Eurozone bailout fund has to buy own debt is a sign a different approach is needed

In the category of you cannot make this stuff up, the Telegraph reports that the Eurozone bailout fund had to buy its own debt because investment bankers could not find enough willing buyers.

If ever there was a clear signal that a different approach is called for this is it.

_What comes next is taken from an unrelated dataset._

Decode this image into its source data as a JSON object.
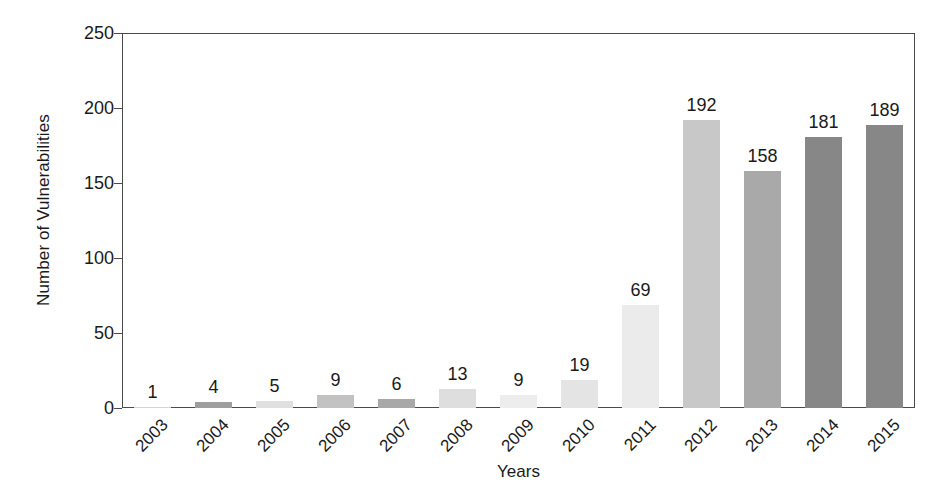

Regular readers know that I have proposed a different approach based on disclosure, deposit guarantees and the fact that banks can continue to operate while having significant negative book capital.
The European Financial Stability Facility (EFSF) last week announced it had successfully sold a €3bn 10-year bond in support of Ireland. 
However, The Sunday Telegraph can reveal that target was only met after the EFSF resorted to buying up several hundred million euros worth of the bonds. 
Sources said the EFSF had spent more than € 100m buying up its own bonds to help it achieve its funding target after the banks leading the deal were only able to find about €2.7bn of outside demand for the debt. 
The revelation will be seen as a major failure and a worrying sign of future buyers strike after EFSF officials and their bankers had spent recent weeks travelling the world attempting to persuade key investors, including China's national wealth fund and Japanese government funds, to buy its bonds....
Chinese and Japanese money was crucial to last year's first bond sales by the EFSF, but they have since been dismayed by the eurozone's failure to resolve the worsening debt crisis and alarmed at how fund has morphed from being a rescue facility for European banks into a potentially €1 trillion leveraged first-loss insurer for eurozone governments. 
Other European Union funds are also understood to have supported the EFSF's bond sale....
At a private breakfast organised by PI Capital last week, Mark Hoban, the Treasury minister, said: "What it doesn't do is provide the next stage of the solution, which is how do you stop this from happening again?" he said. 
The move, by the European Investment Bank, will cause more disquiet among non-eurozone EU members who have become concerned about their growing exposure to the cost of rescuing the currency bloc.